Monday, November 4, 2024

NCCPR news and commentary round-up, week ending November 5, 2024

● COVID taught us that when the family police step back and community-based community-run support organizations step up, child abuse is reduced.  Now the Family Justice Journal devotes an entire issue to what that kind of support should look like. (Remember, you can download it as a .pdf to avoid the #$%^& flipbook format :-)) 

● And yes, there’s still another study showing the value of providing concrete help to families in reducing child abuse.  

A commentary in The Imprint reminds us of something else that makes a huge difference in improving the lives of children: good lawyers for them – and for their parents. 

● Encouraged by a dreadful federal law, the Child Abuse Prevention and Treatment Act, states have long used the family police to persecute pregnant women who use drugs – including, sometimes especially, marijuana – doing enormous harm to their children.  Now, Investigate West reports on how the Supreme Court’s Dobbs decision is encouraging states to ratchet up the harm. 

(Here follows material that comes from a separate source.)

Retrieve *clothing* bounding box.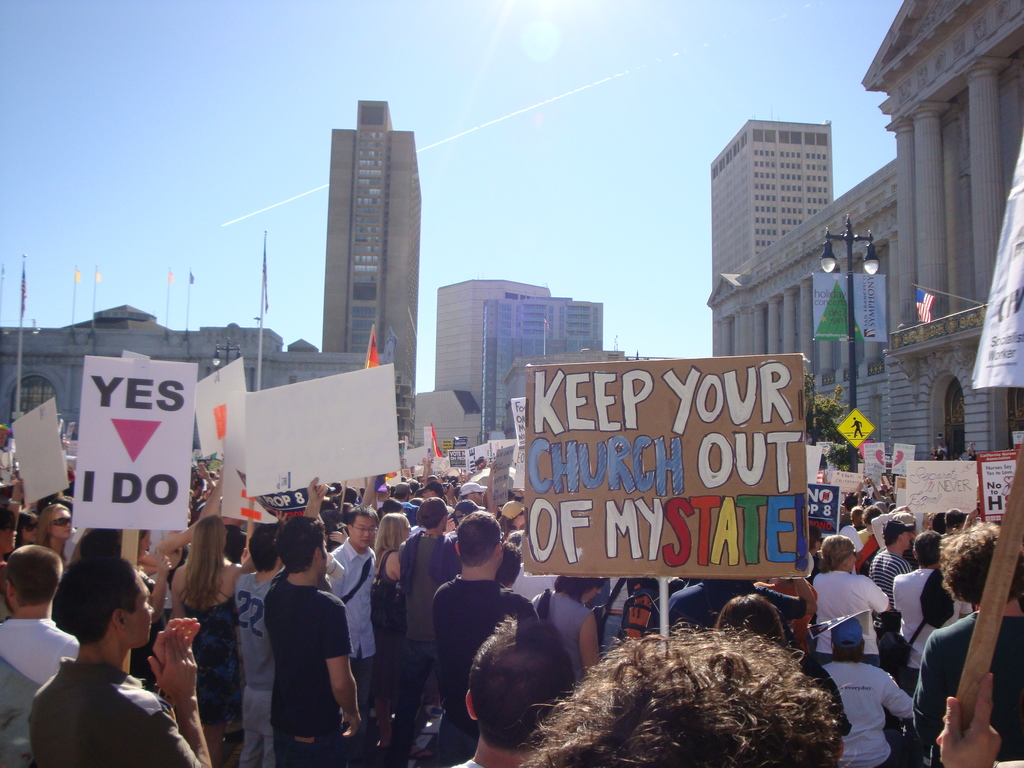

The persecution of pregnant women is triggered by mandatory reporting laws which require huge numbers of professionals to turn them in.  So I hope this Investigate West story is read closely in the Investigate West newsroom itself, since they’ve been among the worst offenders when it comes to crusading to expand mandatory reporting to one of the few categories of professionals now often exempt.  I wrote about that here. 

The Imprint reports that, in its final days in office, the Biden Administration took a first step toward involving the federal government in curbing the insidious practice of states swiping foster youths’ Social Security benefits. 

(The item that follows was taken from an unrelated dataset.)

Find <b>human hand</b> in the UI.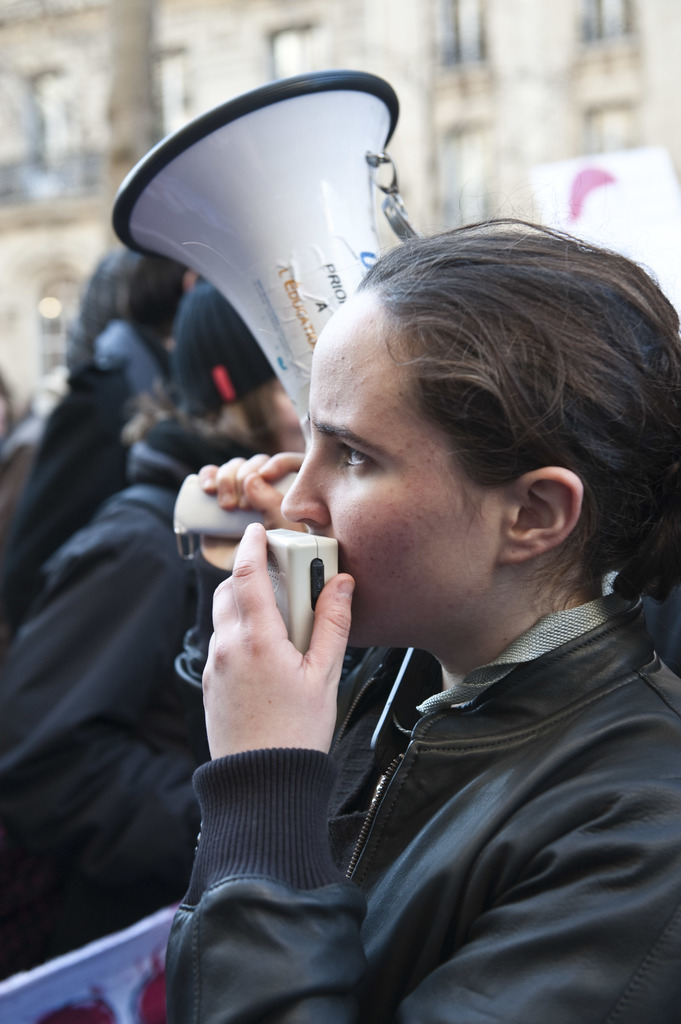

● Pridefully progressive Vermont tears apart families and sends children off to the hell of foster care at a rate that would make Donald Trump blush proud: the second-highest rate in America, more than quadruple the national average, when rates of child poverty are factored in. It’s been that way for decades.  Yet this dismal record has largely gone under the radar in family policing circles and in local media. I have a blog post about it.